Consistent with the hospital’s stroke protocol, the neurology resident ordered a CT scan. The patient and her boyfriend were told it was negative.

Many people are reassured with a negative CT scan and think it means that the patient isn’t having a stroke, but that’s not the case. Stroke experts have explained in our medical malpractice cases that the purpose of a CT scan in these clinical circumstances is to rule out a brain bleed, which would prevent use of the clot-busting tPA drug.

Discharging the patient with the same problems that led to her hospital visit

After the CT scan results, the neurology resident spoke with the attending stroke neurologist by phone. It’s unclear what was communicated. It is known, though, that the neurology resident quickly made a decision to discharge the patient from the emergency room, despite these facts:

• She still had slurred speech (aphasia)

• She still had facial droop on one side

• She couldn’t walk because of motor weakness on the same side

• She still had altered mental status–she wasn’t behaving normally

The first three factors are called focal neurologic deficits. Our stroke neurology expert found that these findings plus the altered mental status should have triggered a more comprehensive workup, including an MRI scan of the brain.
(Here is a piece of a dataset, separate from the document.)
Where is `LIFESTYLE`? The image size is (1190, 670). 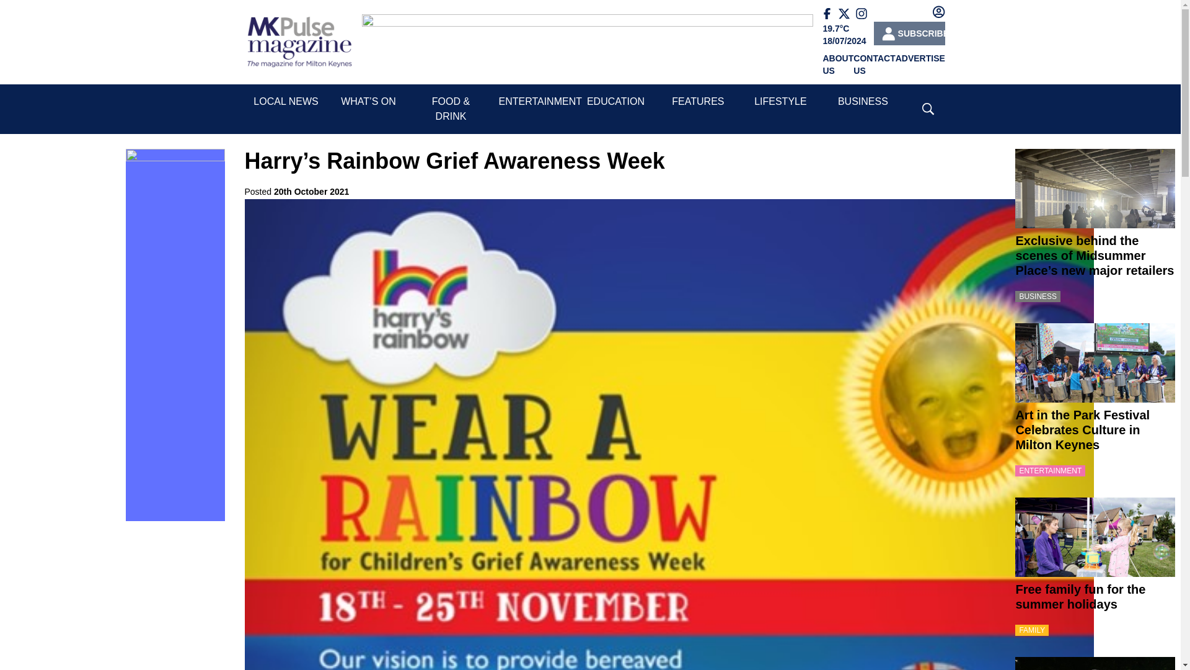 LIFESTYLE is located at coordinates (781, 101).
MRIs of the brain are more sensitive to recent damages and CT scans, which take a longer time for damage to be visible.

Other studies were available

Even if an MRI scan of the brain was normal, the experts explained that the physician team should have considered an additional diagnostic radiology scan of the relevant blood vessels, either a CT angiogram or MR angiogram.

Unfortunately, the neurology resident physician stopped short. He didn’t listen to the pleas of the patient’s boyfriend about how something wasn’t right with this patient. He ignored the focal neurologic deficits and settled for a diagnosis of exclusion–that’s something physicians settle on when they have no other credible explanation. He chalked up her symptoms to a psychogenic response, meaning “it’s all in her mind.”

Tragically, the physician’s wrong. She was experiencing an active ischemic stroke and was at the hospital quickly and well within the tPA clock-busting treatment window.

Two things you can do to push back on a potentially incorrect diagnosis

In our present bean counter model of healthcare, physicians are under constant pressure to see more patients in less time. There creates a temptation to rely on flowcharts and algorithms rather than putting in the hard work of thinking about patients and their problems as individuals.

There are two things that you can do to push back on a potentially incorrect diagnosis:

• First, make sure that an attending physician is in the know. You have a right to be seen by an attending physician. If you’ve only been seen and evaluated by a resident doctor (still in training), or a nurse practitioner (NP) or physician assistant (PA), speak up and ask to speak to an attending physician.

• Second, be clear in reporting to the physicians and nurses that you haven’t improved during your hospital encounter. It’s important to list all symptoms that you still have, to make sure that no one is overlooking them. If you can’t get up and walk out of the emergency room, for example, that is something that you absolutely need to make sure that an attending physician knows.

If you’ve been seriously injured because of poor hospital or emergency room care in Texas, then contact a top-rated, experienced Texas medical malpractice lawyer for a free consultation about your potential case.

Robert Painter
Article by

Robert Painter

Robert Painter is an award-winning medical malpractice attorney at Painter Law Firm Medical Malpractice Attorneys in Houston, Texas. He is a former hospital administrator who represents patients and family members in medical negligence and wrongful death lawsuits all over Texas. Contact him for a free consultation and strategy session by calling 281-580-8800 or emailing him right now.